The promise that you make to your ideal clients is the actual what and how you do what you do. For you left-brain thinkers, these are the concrete parts of your business. Some aspects of your brand’s commitment includes:

  • Service/product: what are you selling to people? What pain point are you fixing for them? What results can they expect? Your product/service is your promise to your ideal client. What are you promising?
  • Packaging: in both a physical and conceptual sense. If you sell a service, how are you presenting the different options? Do you have a signature service or mix of services?
  • Price: What story does your price tell? Are you an aspirational leader? Or accessible to everyone? Also, does your price communicate the level of care and value that goes into the work that you do?
  • Onboarding: When a new client or customer buys from you, what are they expecting once the work starts? These expectations are necessary to meet & exceed, and if you aren’t aware of them, you are disappointing people.
  • Proof points: What “reasons to believe” can you give to people so that they feel secure buying from you? Do you have degrees, certifications, or other 3rd party accreditations? Have past clients raved about your work? Do you have a million people who read your blog? Tell us why we should trust you.
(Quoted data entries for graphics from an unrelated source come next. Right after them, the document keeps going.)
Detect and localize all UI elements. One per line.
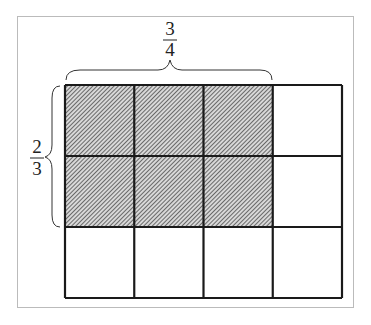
unshaded-cell bbox=[273, 85, 342, 156]
shaded-cell bbox=[65, 156, 134, 227]
unshaded-cell bbox=[204, 227, 273, 298]
left-fraction-denominator: 3 bbox=[32, 158, 42, 179]
shaded-cell bbox=[65, 85, 134, 156]
unshaded-cell bbox=[134, 227, 203, 298]
top-brace bbox=[66, 60, 272, 80]
shaded-cell bbox=[134, 156, 203, 227]
left-brace bbox=[45, 86, 60, 227]
top-fraction-denominator: 4 bbox=[165, 39, 175, 60]
unshaded-cell bbox=[273, 156, 342, 227]
unshaded-cell bbox=[273, 227, 342, 298]
shaded-cell bbox=[134, 85, 203, 156]
top-fraction-numerator: 3 bbox=[165, 18, 175, 39]
shaded-cell bbox=[204, 156, 273, 227]
shaded-cell bbox=[204, 85, 273, 156]
unshaded-cell bbox=[65, 227, 134, 298]
left-fraction-numerator: 2 bbox=[32, 136, 42, 157]
fraction-diagram: 3 4 2 3 bbox=[0, 0, 371, 325]
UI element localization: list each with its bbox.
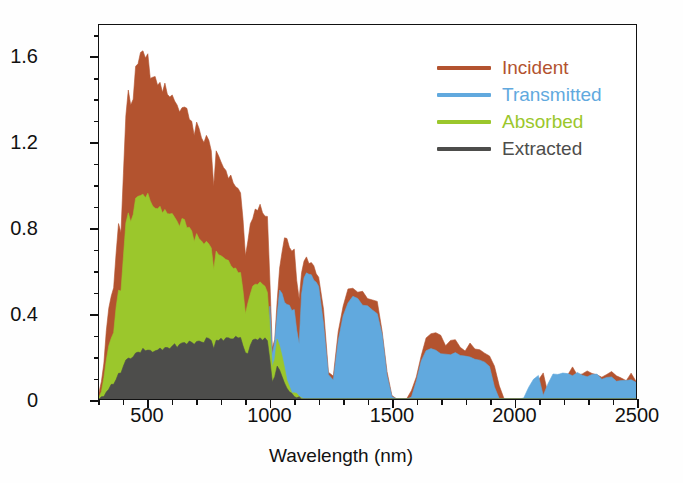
y-tick-label: 1.6 bbox=[10, 45, 38, 68]
legend-label: Extracted bbox=[502, 139, 582, 158]
x-tick-label: 1000 bbox=[247, 404, 292, 427]
legend-swatch-icon bbox=[437, 66, 491, 70]
x-tick-minor bbox=[441, 399, 443, 405]
x-tick-label: 2500 bbox=[615, 404, 660, 427]
x-tick-minor bbox=[466, 399, 468, 405]
x-tick-minor bbox=[221, 399, 223, 405]
x-tick-minor bbox=[343, 399, 345, 405]
y-tick-major bbox=[90, 56, 99, 58]
legend-swatch-icon bbox=[437, 147, 491, 151]
x-tick-minor bbox=[123, 399, 125, 405]
y-tick-minor bbox=[94, 357, 100, 359]
y-tick-minor bbox=[94, 78, 100, 80]
x-tick-minor bbox=[319, 399, 321, 405]
legend-label: Absorbed bbox=[502, 112, 583, 131]
legend-label: Transmitted bbox=[502, 85, 602, 104]
y-tick-major bbox=[90, 228, 99, 230]
x-tick-label: 2000 bbox=[492, 404, 537, 427]
legend-label: Incident bbox=[502, 58, 569, 77]
x-tick-minor bbox=[172, 399, 174, 405]
y-tick-major bbox=[90, 142, 99, 144]
y-tick-minor bbox=[94, 271, 100, 273]
legend-item[interactable]: Extracted bbox=[437, 135, 602, 162]
y-tick-minor bbox=[94, 164, 100, 166]
x-tick-minor bbox=[294, 399, 296, 405]
y-tick-major bbox=[90, 314, 99, 316]
legend-item[interactable]: Incident bbox=[437, 54, 602, 81]
y-tick-minor bbox=[94, 35, 100, 37]
x-tick-label: 500 bbox=[130, 404, 163, 427]
solar-power-spectrum-figure: Solar power (W m−2 nm−1) 00.40.81.21.6 5… bbox=[0, 0, 683, 483]
y-tick-minor bbox=[94, 336, 100, 338]
y-tick-minor bbox=[94, 99, 100, 101]
x-tick-minor bbox=[564, 399, 566, 405]
x-axis-title: Wavelength (nm) bbox=[269, 445, 413, 467]
y-tick-minor bbox=[94, 185, 100, 187]
x-tick-minor bbox=[588, 399, 590, 405]
x-tick-minor bbox=[98, 399, 100, 405]
legend-item[interactable]: Transmitted bbox=[437, 81, 602, 108]
y-tick-minor bbox=[94, 379, 100, 381]
legend-item[interactable]: Absorbed bbox=[437, 108, 602, 135]
y-tick-label: 0.4 bbox=[10, 303, 38, 326]
y-tick-label: 0 bbox=[27, 389, 38, 412]
x-tick-minor bbox=[417, 399, 419, 405]
x-tick-minor bbox=[539, 399, 541, 405]
y-tick-label: 0.8 bbox=[10, 217, 38, 240]
legend-swatch-icon bbox=[437, 120, 491, 124]
legend-swatch-icon bbox=[437, 93, 491, 97]
chart-legend: IncidentTransmittedAbsorbedExtracted bbox=[437, 54, 602, 162]
y-tick-minor bbox=[94, 293, 100, 295]
x-tick-minor bbox=[196, 399, 198, 405]
x-tick-label: 1500 bbox=[370, 404, 415, 427]
y-tick-minor bbox=[94, 250, 100, 252]
y-tick-minor bbox=[94, 121, 100, 123]
y-tick-minor bbox=[94, 207, 100, 209]
y-tick-label: 1.2 bbox=[10, 131, 38, 154]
A key point here is to be different, not just “better.” Any time that you are competing for “-er’s” like cheaper, faster, better, it becomes a race to the bottom, and the differences between you and substitutes are negligible to your ideal client. You are infinitely more knowledgeable about your product or service than your client, so you need to make the difference between you and substitute options apparent and desirable.